The time development of a photorefractive grating created by intersecting 30 ps (532 nm) beams in a well-characterized Bi12SiO20 crystal (in a static field around 1 kV/cm) unambiguously reveals the mobility of photoexcited electrons to be 0.24±0.07 cm2/V s through what is essentially a ‘‘time-of-flight’’ measurement.
We measure the optical two-beam coupling gain in three nominally undoped cubic n-type Bi(12)SiO(20) crystals as a function of the beam frequency difference Omega and the beam intensity. The crystal geometry is chosen so that the beam coupling through the ordinary photorefractive effect is absent. From the dependence of the gain on Omega the full complex polarizability difference alpha(fe) between a full and an empty deep trap at the wavelength of 515 am is deduced to be (-1.8 - 4.6i +/- 0.7 +/- 1.1i) x 10(-39) F m(2) in SI units or (-1.6 - 4.1i +/- 0.6 +/- 1.0i) x 10(-23) cm(3) in Gaussian units. This suggests that the hole photoexcitation cross section sigma(h) is larger than that for an electron, sigma(e). Our data are consistent with the electron and hole parameters deduced from extensive previous measurements (in one of the crystals) analyzed with the standard electron-hole competition equations. This consistency requires that the average density of full traps be at least 20 times larger than the average density N(A) of empty traps and that sigma(h) be (2.4 +/- 0.8) x 10(-17) cm(2), while N(A) is (1.4 +/- 0.4) x 10(16) cm(-3) and sigma(e) is less than ~6 x 10(-8) cm(2). This is to our knowledge the first determination of these parameters in a sillenite crystal.

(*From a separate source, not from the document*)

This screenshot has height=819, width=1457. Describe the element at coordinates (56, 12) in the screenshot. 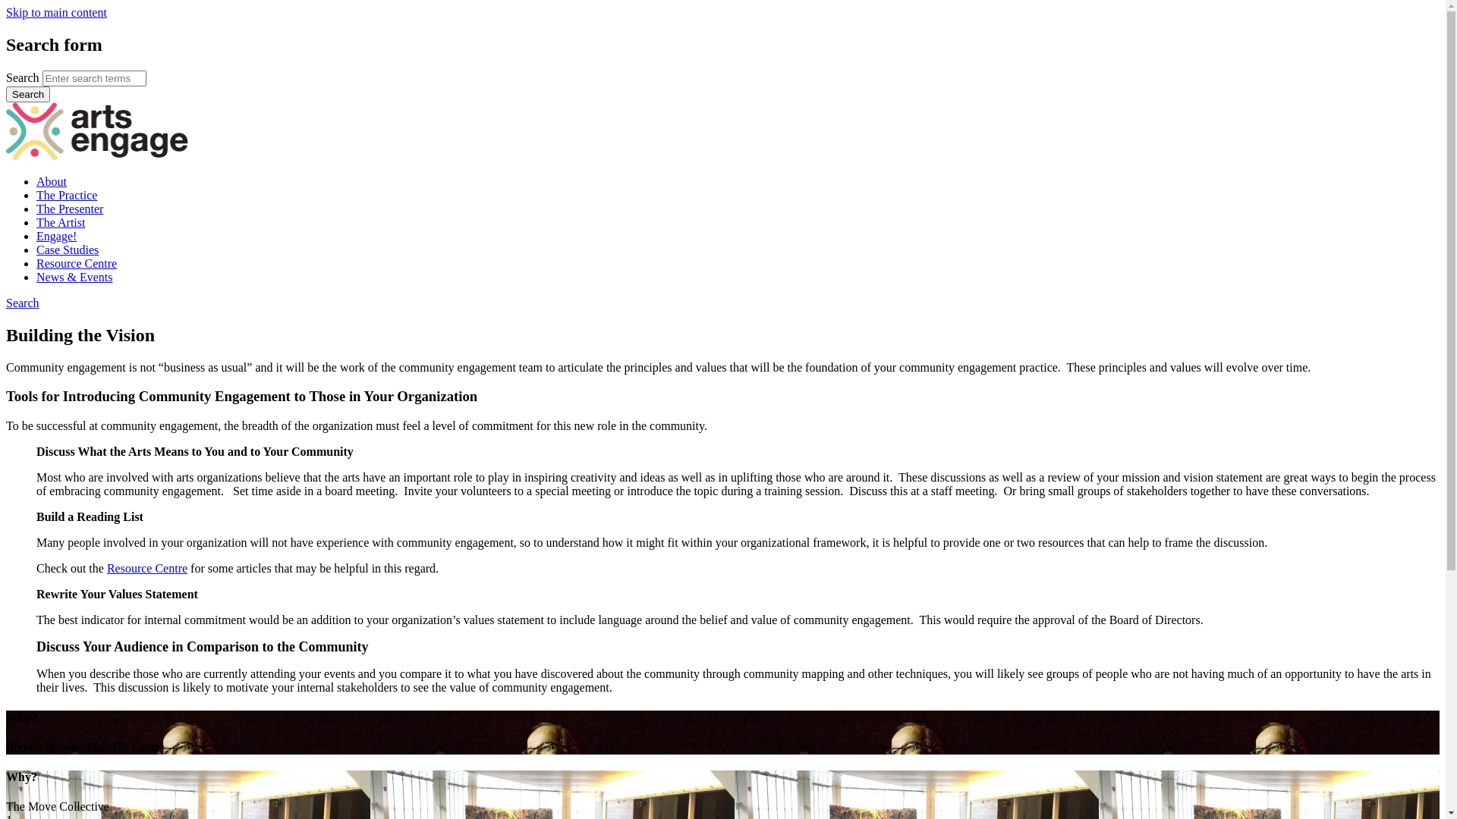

In the only study to our knowledge of the photorefractive effect in n-type cubic Bi12SiO20 (n-BSO) at low temperatures (300 to 80 K), optical four-wave mixing via the photorefractive effect was found to decline over one order-of-magnitude as the temperature was lowered from ~ 300 K to below ~ 200 K.1 The mixing returned to normal upon warming. To better understand this unexpected result, we have undertaken both pulsed and dc photoconductivity studies at various temperatures on the same n-BSO crystal, called "CT1" (Crystal Technology, Inc., 1984), as well as on other n-BSO crystals. The photocurrent excited by a nanosecond or picosecond optical pulse is known to decay non-exponentially in time, with characteristic times in the nanosecond and microsecond regimes.2 In CT1 we see further long decay tails (~ seconds) at room temperature. However, in another n-BSO crystal called "SU1" (Sumitomo Corp., 1986), this long tail is essentially absent.
The mobility of photoexcited charge carriers in photorefractive insulators can be measured with a holographic time-of-flight technique.1 By illuminating the crystal with two interfering 30 ps laser pulses at the wavelength of 532 nm, we create an instantanuous sinusoidal pattern of photoexcited charge carriers. A strong electric field E0 is applied across the crystal causing the sinusoidal pattern of charge carriers to drift with a velocity μE0, where μ is the mobility. With a proper choice of the interference fringe spacing Λ, the superposition of this drifting charge pattern on the complementary pattern of photo-ionized traps creates an observable oscillating space charge field. We probe this oscillation by diffracting a weak cw He-Ne beam from the refractive index grating that is created via the electro-optic effect. The period Pt of the observed oscillation is the time required for photoexcited charge carriers to drift over one spatial period Λ.